What I think we're doing

By Ryan McDermott

fire (Photo credit to Chris Patrick. Thanks for the great photo, Chris!)

It’s really easy to make people scared, or to make people feel inadequete. We’re surrounded almost constantly by things that are trying to do this to us. Every billboard we see, every magazine cover we walk past, every ad we might see on television is trying to remind us that we’re inadequete. Or maybe we should be scared of something: ambiguous bad guys waiting for us to drop our vigilence so they can take advantage of it.

Get a security system, lock your doors, don’t go outside, don’t explore that thing.

Sometimes it’s class. You’re the coolest one at the party (or your ticket says so)…but you’re not really quite as cool as the people whose tickets tell them that they get to stand on the OTHER side of the velvet rope.

What are we doing

Our art is HARD. We don’t make people feel scared, or inadequete. We don’t have special sections that only the special people get access to. Everybody is special. Everybody is adequete. Nobody should be scared.

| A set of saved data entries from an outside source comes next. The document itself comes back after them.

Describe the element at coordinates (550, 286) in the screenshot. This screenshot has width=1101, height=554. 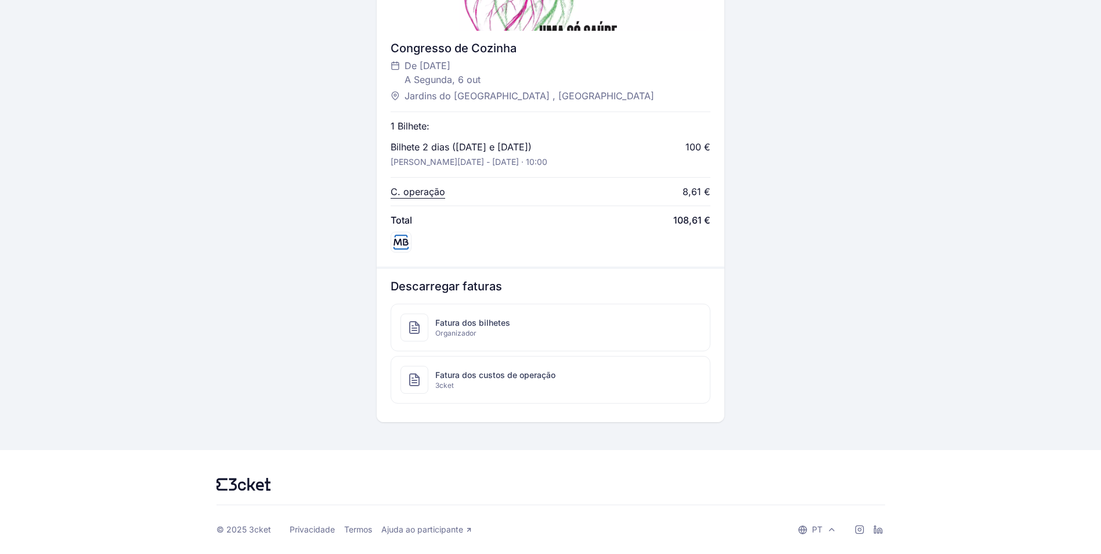
I see `h3: Descarregar faturas` at that location.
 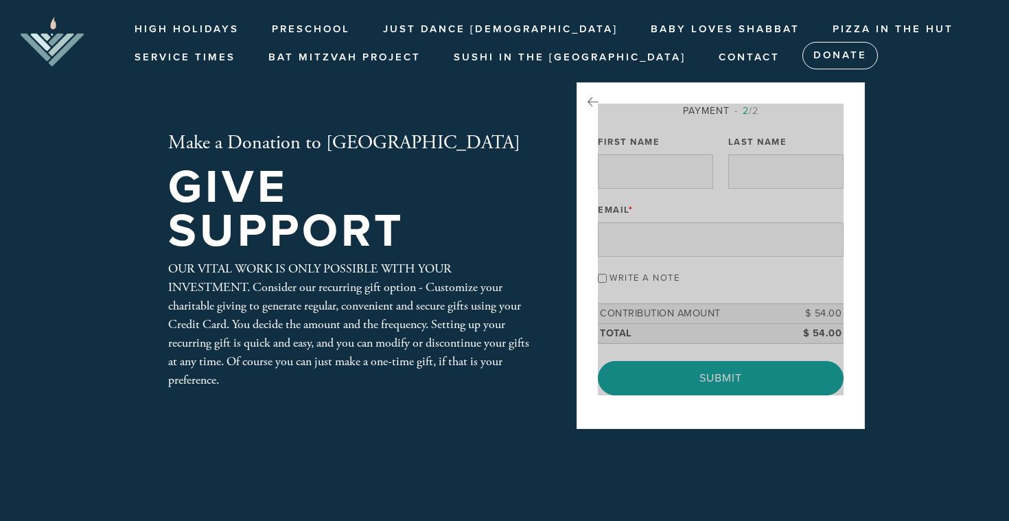 What do you see at coordinates (350, 324) in the screenshot?
I see `div: OUR VITAL WORK IS ONLY POSSIBLE WITH YOUR INVESTMENT. Consider our recurring gift option - Custom...` at bounding box center [350, 324].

Our art is to make people feel safe. We specialize in empowering people to get out of their shell and dance, or sing, or wear a funny costume, or stay up all night doing all three. We even have a special group of people called ambassadors who exist to find people who might not be feeling very special, and figure out a way to reach out to them and change that.

We have these GIANT vehicles that ANYBODY gets to stand on top of and be both literally and figurtively 20 feet tall.

This whole thing is an art project that all of us are working really hard on, and the point of it is to do the hard thing: make people feel safe.